Related Topics
Related Articles
A Lesson On Leading
Y-LEAD participants worship together in Martin ChapelPhoto by Laura Amstutz
By Tom Mitchell
When Kirby Dean addressed his young audience of 30 at Eastern Mennonite Seminary, he spoke with a seasoned sense of urgency.
Dean’s clinic on "Leading with Integrity" on Friday at the Y-LEAD Conference drew from events of his past, including moments that ranged from a memorable sports film to more forgettable flashes.
"The dictionary defines integrity as a firm adherence to a moral code," said Dean, men’s basketball coach at Eastern Mennonite University. "I have my own definition."
Dean’s interpretation of leadership cedes control to one’s conscience.
"It’s doing the right thing when you could easily do the wrong thing and realize that nobody would know the difference," said Dean.
Guests at Dean’s clinic were mostly students spending the week at EMU as participants in Y-LEAD, a 3½-day Christian leadership event geared for Mennonite youth. The program concluded Sunday.
The Y-LEAD conference consisted of various worship, seminars, group interaction and other activities of fellowship held every other year at a Mennonite university or college. Y-LEAD draws students who attend Mennonite high schools in Virginia, Pennsylvania, Ohio and Indiana, as well as students from other schools who attend Mennonite churches.
Life’s Lessons
Dean’s 75-minute seminar chronicled times in his own life when people he knew abruptly departed, and also exposed his own flaws. For one visual aid, Dean used a chain of keys to convey the importance of giving God control of one’s life.

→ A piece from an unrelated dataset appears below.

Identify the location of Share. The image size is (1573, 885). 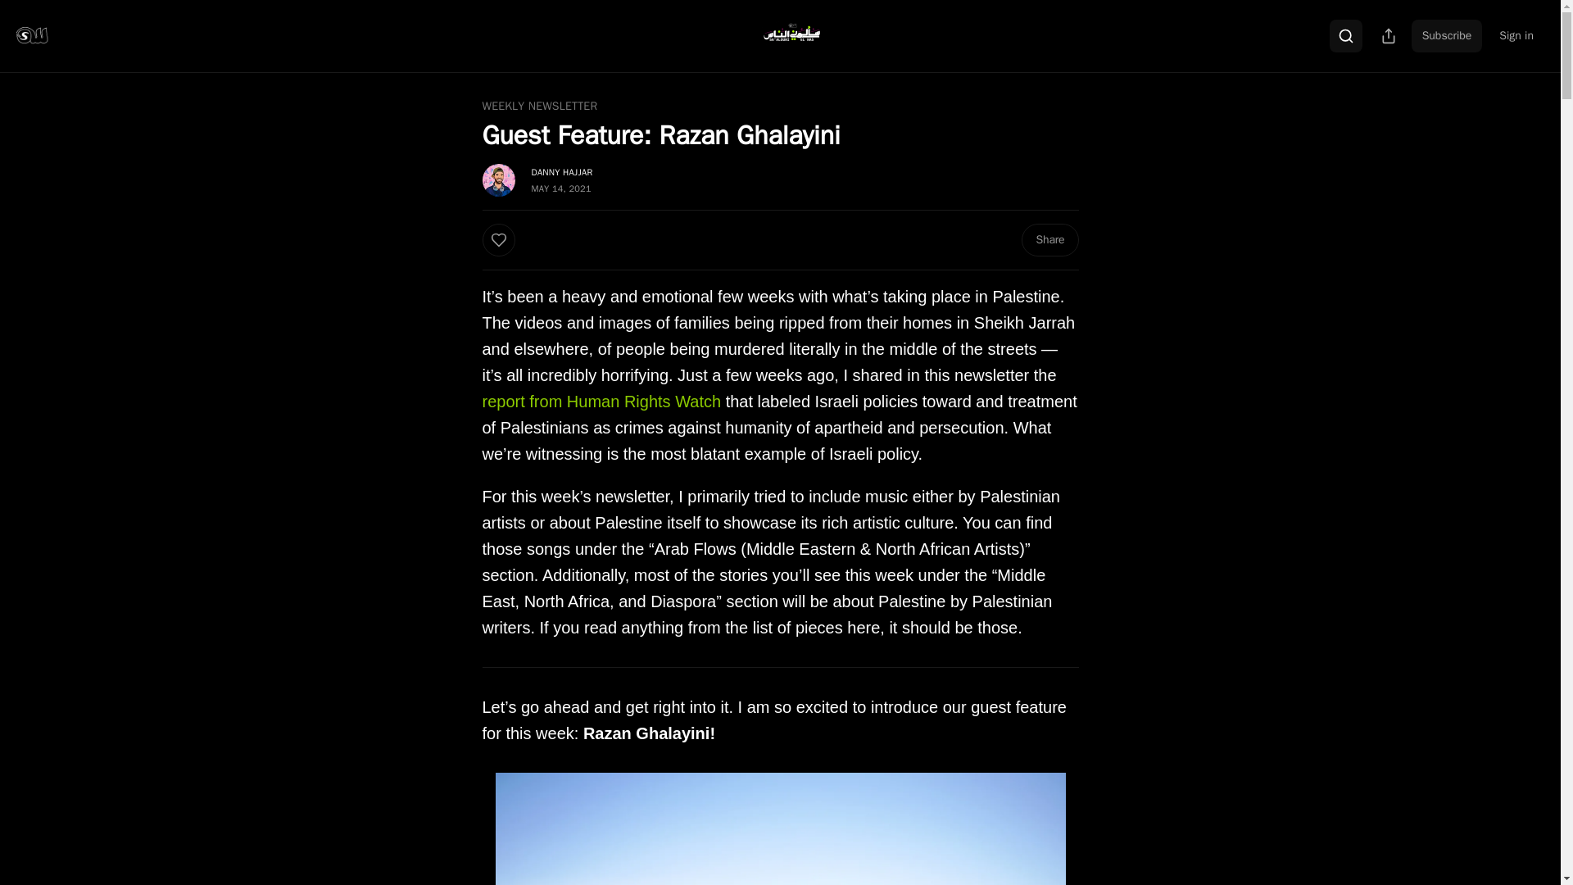
(1049, 240).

"When I was in high school, I gave God all but three keys to my life," said Dean, 36. "I kept some of the keys to my personal life."
Reality, Dean said, taught him much about the importance of reaching out to others. During his last year as an assistant men’s basketball coach at Virginia Military Institute, a former VMI player who Dean helped coach, Chad Kenna, died in his sleep three months after graduation. Soon after Dean took the EMU job, James Thomas, a promising player he’d successfully recruited, collapsed and died in a pickup game.

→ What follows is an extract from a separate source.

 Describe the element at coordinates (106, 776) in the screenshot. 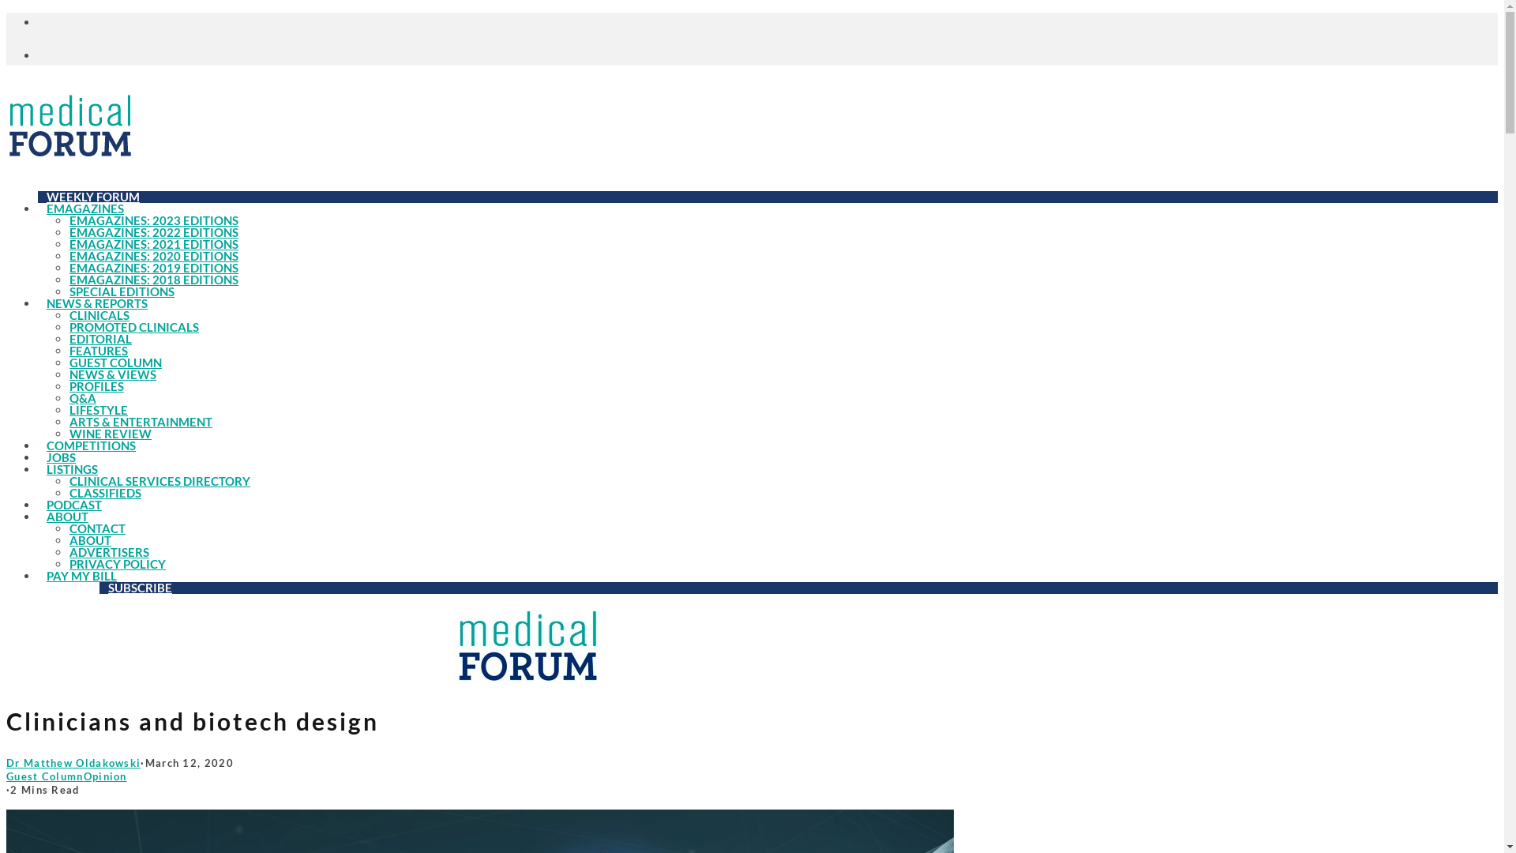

Just weeks ago, at Dean’s basketball camp, a youth suffered a seizure and lost consciousness. An alert trainer revived the boy, but the event reminded Dean of life’s brevity.
Matters more vital than longevity should guide aspiring leaders, said Dean, who still second-guesses himself for not witnessing to Kenna and others he knew who passed.
"You all will know a Chad Kenna or James Thomas," said Dean. "You have people all around you who are dying spiritually. There is a sense of urgency for you to get God to people and people to God."
Much of the clinic featured clips from the 1985 movie "Hoosiers," which Dean used to make points about leadership.
‘Influencing Others’
Students at the clinic said that, while "Hoosiers" effectively touts leadership, their own ideas about leading already were fixed.
"Leadership is pretty self-explanatory," said Dan Foote, a rising junior at Lake Center Christian School in Hartville, Ohio. Foote, 16, serves as worship leader at his church.
"I think that leadership means being able to influence others or impact lives or what they do," he said.
Said Emily Thomas, a rising junior at Kidron Central Christian School in Kidron, Ohio, who last year played junior varsity soccer for her school: "I don’t think my idea of leadership has changed."
Thomas, 15, believes that strong leaders adapt to their surroundings.
"If you can be comfortable [leading] people you don’t know, then you can be comfortable with people you know," she said.
Ultimately, says Dean, one’s skill to lead depends on that person’s ties to Christ.
Said Dean: "If you have that, you’ll be a person of integrity."